WARNING: Spoilers ahead for reveals in “Mrs. Hawking”
One aspect of Mrs. Hawking’s character that I like thinking about is how this woman, who is completely unmotherly and has zero desire to have children, interacts with the theoretical person of “Gabriel Hawking,” her stillborn baby boy. (Here I go again, with Important Babies in everything.) She is haunted by the idea of that dead baby. I think he is weirdly personified to her. Through most of the pregnancy it wasn’t a person, a child then, just a parasitic medical inconvenience. But when Reginald named him, and when he came out fully formed but dead, he became cemented in her mind at least as the suggestion of the person he would have been.
She has no maternal feelings for him. She doesn’t really think of him as her son. Instead he is Reginald’s son, he belongs entirely to Reginald. And Reginald’s pain at his death– see the ten-minute play “Like a Loss” for an exploration of this –is the biggest source of her guilt. In her mind, she has this nagging feeling that she took something that was his away from him and killed it. I think up until that point she never saw anything really get to him, wound him, even when she unleashed her own venom. But that was the most hurt she’d ever seen him, due to something she feels responsible for because of how hard she wished that baby away. As mad as she is and will always be at her late husband, she never wanted to hurt him like that.
Pregnancy was awful for her. This active woman, honed like a weapon and in complete physical control, becoming heavy and awkward and incapacitated. Did she push to do everything she did before? Did she ever get hurt or overexert herself? I think that if so, she couldn’t help but wonder if all that was the season the baby died. That it wasn’t just her wishing him away– that she actually did something to kill him.
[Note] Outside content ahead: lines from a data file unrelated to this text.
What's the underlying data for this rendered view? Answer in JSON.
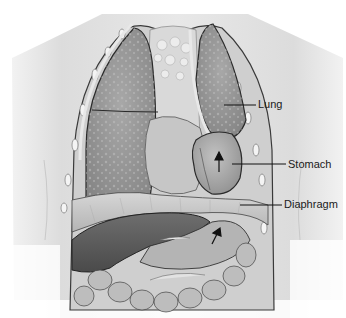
{
  "figure": {
    "style": "grayscale medical illustration",
    "labels": [
      {
        "id": "lung",
        "text": "Lung",
        "x": 258,
        "y": 99,
        "line": {
          "x1": 224,
          "y1": 105,
          "x2": 256,
          "y2": 105
        }
      },
      {
        "id": "stomach",
        "text": "Stomach",
        "x": 288,
        "y": 159,
        "line": {
          "x1": 232,
          "y1": 164,
          "x2": 286,
          "y2": 164
        }
      },
      {
        "id": "diaphragm",
        "text": "Diaphragm",
        "x": 284,
        "y": 199,
        "line": {
          "x1": 240,
          "y1": 205,
          "x2": 282,
          "y2": 205
        }
      }
    ],
    "colors": {
      "background": "#ffffff",
      "skin": "#e6e6e6",
      "lung": "#9a9a9a",
      "lung_dark": "#7d7d7d",
      "stomach": "#a8a8a8",
      "diaphragm": "#c4c4c4",
      "liver": "#5a5a5a",
      "intestine": "#b8b8b8",
      "outline": "#2a2a2a",
      "label_line": "#111111"
    }
  }
}
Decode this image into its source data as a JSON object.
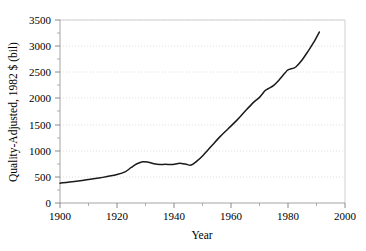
{
  "chart_data": {
    "type": "line",
    "title": "",
    "xlabel": "Year",
    "ylabel": "Quality-Adjusted, 1982 $ (bil)",
    "xlim": [
      1900,
      2000
    ],
    "ylim": [
      0,
      3500
    ],
    "xticks": [
      1900,
      1920,
      1940,
      1960,
      1980,
      2000
    ],
    "xtick_labels": [
      "1900",
      "1920",
      "1940",
      "1960",
      "1980",
      "2000"
    ],
    "xtick_minor_step": 10,
    "yticks": [
      0,
      500,
      1000,
      1500,
      2000,
      2500,
      3000,
      3500
    ],
    "ytick_labels": [
      "0",
      "500",
      "1000",
      "1500",
      "2000",
      "2500",
      "3000",
      "3500"
    ],
    "grid": "horizontal-dotted",
    "legend": "none",
    "series": [
      {
        "name": "Quality-Adjusted Capital Stock",
        "color": "#1a1a1a",
        "x": [
          1900,
          1905,
          1910,
          1915,
          1920,
          1923,
          1925,
          1927,
          1929,
          1931,
          1933,
          1935,
          1937,
          1939,
          1941,
          1942,
          1944,
          1946,
          1948,
          1950,
          1953,
          1956,
          1959,
          1962,
          1965,
          1968,
          1970,
          1972,
          1973,
          1975,
          1977,
          1979,
          1980,
          1982,
          1983,
          1985,
          1987,
          1989,
          1991
        ],
        "y": [
          380,
          410,
          450,
          490,
          545,
          600,
          680,
          750,
          790,
          780,
          750,
          735,
          740,
          735,
          750,
          760,
          745,
          725,
          800,
          900,
          1080,
          1260,
          1420,
          1580,
          1760,
          1930,
          2020,
          2150,
          2185,
          2250,
          2360,
          2490,
          2545,
          2580,
          2615,
          2740,
          2900,
          3070,
          3270
        ]
      }
    ]
  },
  "axis_label_unicode": {
    "dollar": "$"
  }
}
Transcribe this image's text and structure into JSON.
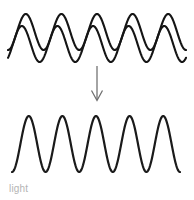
{
  "figure": {
    "caption": "light",
    "caption_color": "#b4b4b4",
    "background_color": "#ffffff",
    "stroke_color": "#151515",
    "arrow_color": "#6e6e6e",
    "width": 194,
    "height": 200
  },
  "chart_data": {
    "type": "line",
    "title": "light",
    "subtitle": "",
    "xlabel": "",
    "ylabel": "",
    "grid": false,
    "legend_position": "none",
    "annotations": [
      {
        "name": "down-arrow",
        "text": "",
        "from": [
          97,
          66
        ],
        "to": [
          97,
          100
        ],
        "color": "#6e6e6e"
      }
    ],
    "xlim": [
      0,
      194
    ],
    "ylim": [
      0,
      200
    ],
    "series": [
      {
        "name": "incoherent-wave-1",
        "group": "input-waves",
        "waveform": "sine",
        "cycles": 5,
        "x_start": 8,
        "x_end": 186,
        "baseline_y": 32,
        "amplitude": 18,
        "phase_deg": 0,
        "stroke": "#151515",
        "stroke_width": 2.1
      },
      {
        "name": "incoherent-wave-2",
        "group": "input-waves",
        "waveform": "sine",
        "cycles": 5,
        "x_start": 8,
        "x_end": 186,
        "baseline_y": 44,
        "amplitude": 18,
        "phase_deg": 40,
        "stroke": "#151515",
        "stroke_width": 2.1
      },
      {
        "name": "coherent-wave",
        "group": "output-wave",
        "waveform": "sine",
        "cycles": 5,
        "x_start": 12,
        "x_end": 180,
        "baseline_y": 144,
        "amplitude": 28,
        "phase_deg": 0,
        "stroke": "#1a1a1a",
        "stroke_width": 2.2
      }
    ]
  }
}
And I think she benefited from the loss of that baby more than she is comfortable with. I imagine that after it happened, Reginald concluded that she was at least as devastated as he was– probably more so, because in his mind, as a woman and the child’s mother, she had to be. And so forever after that, he attributed all her cold, standoffish behavior to her having had to endure that. She forever had that as an excuse for her behavior, no matter how outlandish or unpleasant. And because it was effective like nothing else was, she used it. She took advantage of his assumption in order to keep him out of her business. And she feels guilty about it. She feels like she killed his child and then benefited from a death that doesn’t hurt her like it hurts him. A baby she never wanted in the first place, but didn’t want to kill. And she resents having to feel guilty about it, but still, she does.
I think she has an image of “Gabriel Hawking” in her head– a vague, incomplete, nonspecific one, but an image nonetheless. An impression of the person– the man specifically, not the child –he could have been. I’m not exactly sure what she pictures, but I imagine it’s mostly influenced by her impression of Reginald. And I think she wonders how much he would have been like Reginald… and if he’d have been any different.
I don’t think she likes to dwell on that last part.
It would make for an interesting literary device. To have a character follow her around who isn’t actually there, who she mostly tries to ignore but sometimes can’t help but engage with, who is actually that impression of Gabriel. If it were a film, I picture a young man that resembles the Colonel but with curly golden hair occasionally appearing at odd moments, rarely addressed but never totally able to be banished. Unfortunately that’s probably too far out of tone with the rest of the story, but it’s definitely interesting to think about.